Assignment: Professional Life
Assignment: Professional Life
Assignment: Professional Life
Assignment: Professional Life
Assignment: Professional Life
ORDER NOW FOR AN ORIGINAL PAPER ASSIGNMENT;Assignment: Professional Life
Week 5 discussion Describe a time in your professional life when you felt used and manipulated. What were the circumstances? Did you feel valued by the leader? Based on the textbook, explain how the issue of purpose, in the servant-leader paradigm, could have yielded a more beneficial outcome for the leader and yourself.
The difference between personal and professional success
The two are not mutually exclusive – which I’ll come to a little later on – but on a base level it breaks down like this…
- Personal Success: This is what you aspire to achieve for yourself: emotionally, physically and in your personal relationships. Such as having a loving partner, or hitting a personal best in the gym.
- Professional Success: This is what you’re aiming for in your professional life, or your place of work. Like getting a promotion or landing a new job.
Think of them this way – what you want to achieve at home and what you want to achieve at work.
Now your professional goals are always personal to you; which is where it can sometimes get confusing, and the waters get murky.
But your goals can only ever be personal to you. Because, well, they’re your goals.
Where personal and professional success meet
Now I just said that the two are not mutually exclusive. And, they’re not. They have a direct impact on each other. The crossover is what professional success allows you to do in your personal life.
Let me use my Malaysia example as a reference point:
Personally, I always wanted to go to that part of the world. It was somewhere I’d never been, and it was high on my bucket list of places.
Professionally, I never could. Getting time off work – or having the money to do that sort of trip – wasn’t feasible at all.
So when my professional situation allowed me to go there, I was able to hit my personal goal of being there too.
You probably have things in your life right now where this crossover will occur:
- Personally you want a new car; Professionally you want to earn another $1000 a month
- Personally you want more time with the kids; Professional you want to work a four day week
- Personally you want to live in Manhattan; Professionally you start aiming for agencies in Manhattan
You might be dying to get that promotion at work – but it’s rarely for the money or the power – it’s mostly for what it allows you to do in your own life.
I define myself by my own business. I built it from the ground up. But I built it for the lifestyle it allows me to lead.
Which one comes first – personal success or professional success
Neither.
There are two things that come before you look towards personal or professional success:
- What do you want?
- Is it going to make you happy?
That dictates which goal you’re going to put the most emphasis on, for where you are in your life right now.
Don’t bite off more than you can chew…
So, you’ve seen there is an overlap between Personal and Professional success – and they’re quite often connected from the start.
But which one should get your focus? Well, that comes down to a few factors:
- Where are you in your life? Are you in a position where you need to focus more on personal, or professional goals? It’s hard to lose 20 lbs and fight for a promotion at the same time.
- What do you want to do? What is it that’s on your mind most of the time? Getting recognition, or finding a partner?
This isn’t to say that you shouldn’t multi-task and try to take on a couple of goals at a time. If you can manage that, that’s fine. But if there is a big goal like, for example, going back to school and changing your career, or losing 50 lbs worth of weight, it’s going to be hard to manage them both.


> **Requirement**
Please show every line in the entries below that includes the word "ARMIES".

+-------+

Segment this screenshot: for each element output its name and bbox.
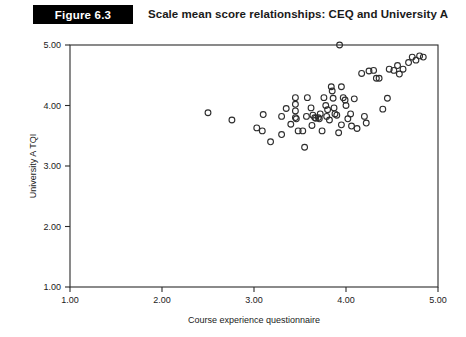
data-point	[359, 71, 365, 77]
data-point	[293, 108, 299, 114]
data-point	[304, 95, 310, 101]
data-point	[254, 125, 260, 131]
x-tick-label: 2.00	[153, 295, 171, 305]
figure-number-badge: Figure 6.3	[33, 5, 133, 24]
x-tick-label: 1.00	[61, 295, 79, 305]
data-point	[302, 144, 308, 150]
y-axis-title: University A TQI	[28, 134, 38, 198]
data-point	[279, 113, 285, 119]
y-tick-label: 5.00	[43, 40, 61, 50]
data-point	[331, 105, 337, 111]
data-point	[420, 54, 426, 60]
data-point	[339, 122, 345, 128]
x-axis-ticks: 1.002.003.004.005.00	[61, 287, 447, 305]
y-tick-label: 1.00	[43, 282, 61, 292]
x-tick-label: 3.00	[245, 295, 263, 305]
data-point	[259, 128, 265, 134]
data-point	[363, 120, 369, 126]
x-tick-label: 5.00	[429, 295, 447, 305]
data-point	[293, 95, 299, 101]
data-point	[283, 106, 289, 112]
y-tick-label: 2.00	[43, 222, 61, 232]
data-point	[400, 66, 406, 72]
figure-title: Scale mean score relationships: CEQ and …	[148, 6, 448, 23]
data-point	[319, 128, 325, 134]
data-point	[229, 117, 235, 123]
data-point	[293, 101, 299, 107]
figure-header: Figure 6.3 Scale mean score relationship…	[0, 0, 466, 34]
data-point	[309, 123, 315, 129]
data-point	[380, 106, 386, 112]
x-tick-label: 4.00	[337, 295, 355, 305]
data-point	[268, 139, 274, 145]
data-point	[395, 63, 401, 69]
data-point	[260, 112, 266, 118]
data-point	[336, 130, 342, 136]
data-point	[351, 96, 357, 102]
y-tick-label: 4.00	[43, 101, 61, 111]
data-point	[349, 123, 355, 129]
data-point	[321, 95, 327, 101]
data-point	[354, 126, 360, 132]
y-axis-ticks: 1.002.003.004.005.00	[43, 40, 70, 292]
data-point	[288, 121, 294, 127]
scatter-chart: 1.002.003.004.005.00 1.002.003.004.005.0…	[0, 34, 466, 337]
data-point	[406, 60, 412, 66]
data-point	[409, 54, 415, 60]
data-point	[279, 132, 285, 138]
data-point-group	[205, 42, 426, 150]
data-point	[205, 110, 211, 116]
plot-frame	[70, 45, 438, 287]
y-tick-label: 3.00	[43, 161, 61, 171]
data-point	[362, 113, 368, 119]
data-point	[334, 112, 340, 118]
data-point	[308, 105, 314, 111]
x-axis-title: Course experience questionnaire	[188, 315, 320, 325]
data-point	[343, 103, 349, 109]
chart-canvas: 1.002.003.004.005.00 1.002.003.004.005.0…	[0, 34, 466, 337]
data-point	[339, 84, 345, 90]
data-point	[304, 113, 310, 119]
data-point	[385, 95, 391, 101]
data-point	[330, 95, 336, 101]
data-point	[417, 53, 423, 59]
data-point	[348, 111, 354, 117]
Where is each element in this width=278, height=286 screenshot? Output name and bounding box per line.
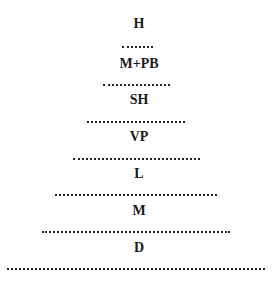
dotted-separator: [55, 194, 217, 196]
dotted-separator: [87, 121, 185, 123]
level-label-d: D: [0, 240, 278, 256]
level-label-h: H: [0, 16, 278, 32]
dotted-separator: [122, 46, 153, 48]
dotted-separator: [7, 268, 265, 270]
dotted-separator: [73, 158, 200, 160]
dotted-separator: [103, 84, 170, 86]
level-label-sh: SH: [0, 92, 278, 108]
level-label-vp: VP: [0, 129, 278, 145]
level-label-m: M: [0, 203, 278, 219]
dotted-separator: [42, 231, 230, 233]
level-label-l: L: [0, 166, 278, 182]
level-label-m-pb: M+PB: [0, 56, 278, 72]
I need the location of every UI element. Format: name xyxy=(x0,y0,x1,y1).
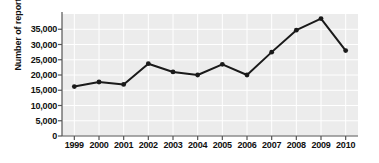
x-axis-tick-labels: 1999200020012002200320042005200620072008… xyxy=(0,0,379,163)
x-axis-tick-label: 2010 xyxy=(329,140,363,151)
line-chart-figure: Number of reported cases 05,00010,00015,… xyxy=(0,0,379,163)
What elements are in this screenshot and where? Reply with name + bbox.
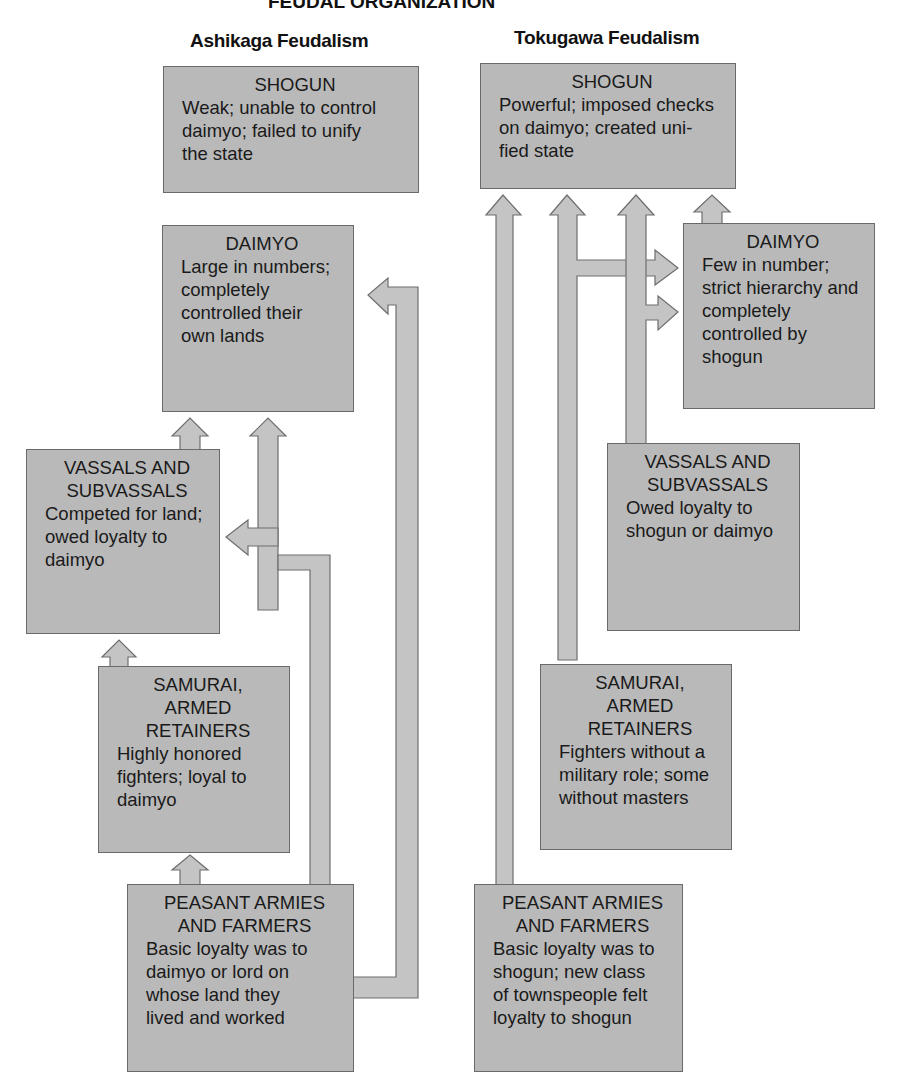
ashikaga-vassals-box: VASSALS AND SUBVASSALS Competed for land… xyxy=(26,449,220,634)
arrow-vassals-to-shogun xyxy=(618,195,678,444)
box-heading: RETAINERS xyxy=(559,717,721,740)
ashikaga-daimyo-box: DAIMYO Large in numbers; completely cont… xyxy=(162,225,354,412)
box-heading: AND FARMERS xyxy=(146,914,343,937)
box-description-line: completely xyxy=(181,278,343,301)
box-heading: SUBVASSALS xyxy=(626,473,789,496)
box-description-line: daimyo or lord on xyxy=(146,960,343,983)
box-description-line: controlled by xyxy=(702,322,864,345)
tokugawa-shogun-box: SHOGUN Powerful; imposed checks on daimy… xyxy=(480,63,736,189)
arrow-peasants-to-shogun xyxy=(486,195,521,885)
arrow-vassals-to-daimyo xyxy=(172,418,208,450)
box-description-line: Large in numbers; xyxy=(181,255,343,278)
ashikaga-peasants-box: PEASANT ARMIES AND FARMERS Basic loyalty… xyxy=(127,884,354,1072)
box-heading: DAIMYO xyxy=(181,232,343,255)
tokugawa-samurai-box: SAMURAI, ARMED RETAINERS Fighters withou… xyxy=(540,664,732,850)
box-description-line: lived and worked xyxy=(146,1006,343,1029)
box-heading: SAMURAI, xyxy=(559,671,721,694)
box-description-line: own lands xyxy=(181,324,343,347)
box-heading: SUBVASSALS xyxy=(45,479,209,502)
box-description-line: Powerful; imposed checks xyxy=(499,93,725,116)
box-description-line: Few in number; xyxy=(702,253,864,276)
box-heading: SAMURAI, xyxy=(117,673,279,696)
tokugawa-vassals-box: VASSALS AND SUBVASSALS Owed loyalty to s… xyxy=(607,443,800,631)
box-description-line: owed loyalty to xyxy=(45,525,209,548)
box-description-line: daimyo xyxy=(45,548,209,571)
box-description-line: without masters xyxy=(559,786,721,809)
ashikaga-samurai-box: SAMURAI, ARMED RETAINERS Highly honored … xyxy=(98,666,290,853)
box-heading: SHOGUN xyxy=(499,70,725,93)
box-description-line: military role; some xyxy=(559,763,721,786)
box-heading: PEASANT ARMIES xyxy=(146,891,343,914)
box-description-line: completely xyxy=(702,299,864,322)
box-heading: AND FARMERS xyxy=(493,914,672,937)
box-description-line: whose land they xyxy=(146,983,343,1006)
tokugawa-daimyo-box: DAIMYO Few in number; strict hierarchy a… xyxy=(683,223,875,409)
box-description-line: Basic loyalty was to xyxy=(146,937,343,960)
box-description-line: daimyo; failed to unify xyxy=(182,119,408,142)
arrow-daimyo-to-shogun xyxy=(694,195,730,225)
box-heading: VASSALS AND xyxy=(626,450,789,473)
box-heading: SHOGUN xyxy=(182,73,408,96)
box-heading: DAIMYO xyxy=(702,230,864,253)
box-heading: ARMED xyxy=(117,696,279,719)
box-description-line: on daimyo; created uni- xyxy=(499,116,725,139)
tokugawa-peasants-box: PEASANT ARMIES AND FARMERS Basic loyalty… xyxy=(474,884,683,1072)
box-description-line: Weak; unable to control xyxy=(182,96,408,119)
arrow-samurai-to-daimyo xyxy=(250,418,286,610)
box-heading: RETAINERS xyxy=(117,719,279,742)
box-description-line: daimyo xyxy=(117,788,279,811)
box-description-line: strict hierarchy and xyxy=(702,276,864,299)
box-description-line: of townspeople felt xyxy=(493,983,672,1006)
box-description-line: Basic loyalty was to xyxy=(493,937,672,960)
arrow-peasants-to-daimyo xyxy=(352,278,418,998)
box-description-line: fied state xyxy=(499,139,725,162)
box-description-line: shogun xyxy=(702,345,864,368)
box-description-line: Fighters without a xyxy=(559,740,721,763)
box-description-line: Owed loyalty to xyxy=(626,496,789,519)
ashikaga-shogun-box: SHOGUN Weak; unable to control daimyo; f… xyxy=(163,66,419,193)
box-description-line: shogun; new class xyxy=(493,960,672,983)
box-description-line: shogun or daimyo xyxy=(626,519,789,542)
box-heading: VASSALS AND xyxy=(45,456,209,479)
box-heading: PEASANT ARMIES xyxy=(493,891,672,914)
box-heading: ARMED xyxy=(559,694,721,717)
box-description-line: controlled their xyxy=(181,301,343,324)
box-description-line: Highly honored xyxy=(117,742,279,765)
box-description-line: Competed for land; xyxy=(45,502,209,525)
box-description-line: fighters; loyal to xyxy=(117,765,279,788)
arrow-peasants-to-samurai xyxy=(172,855,208,885)
box-description-line: loyalty to shogun xyxy=(493,1006,672,1029)
box-description-line: the state xyxy=(182,142,408,165)
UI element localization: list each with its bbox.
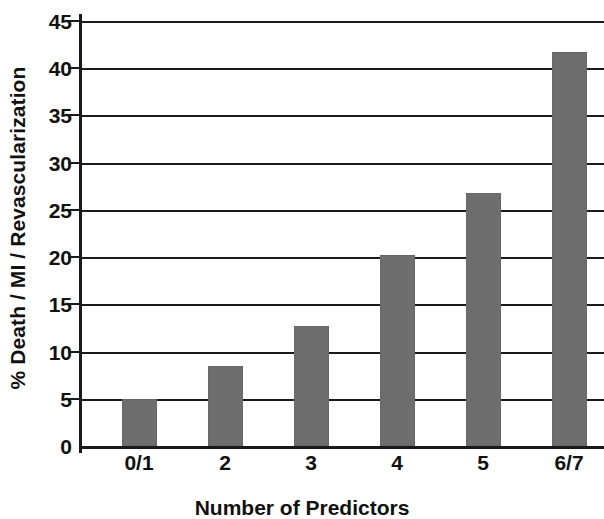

+-------+

> **Expected answer**
ashikaga-peasants-box: PEASANT ARMIES AND FARMERS Basic loyalty… xyxy=(127,884,354,1072)
box-heading: PEASANT ARMIES xyxy=(146,891,343,914)
tokugawa-peasants-box: PEASANT ARMIES AND FARMERS Basic loyalty… xyxy=(474,884,683,1072)
box-heading: PEASANT ARMIES xyxy=(493,891,672,914)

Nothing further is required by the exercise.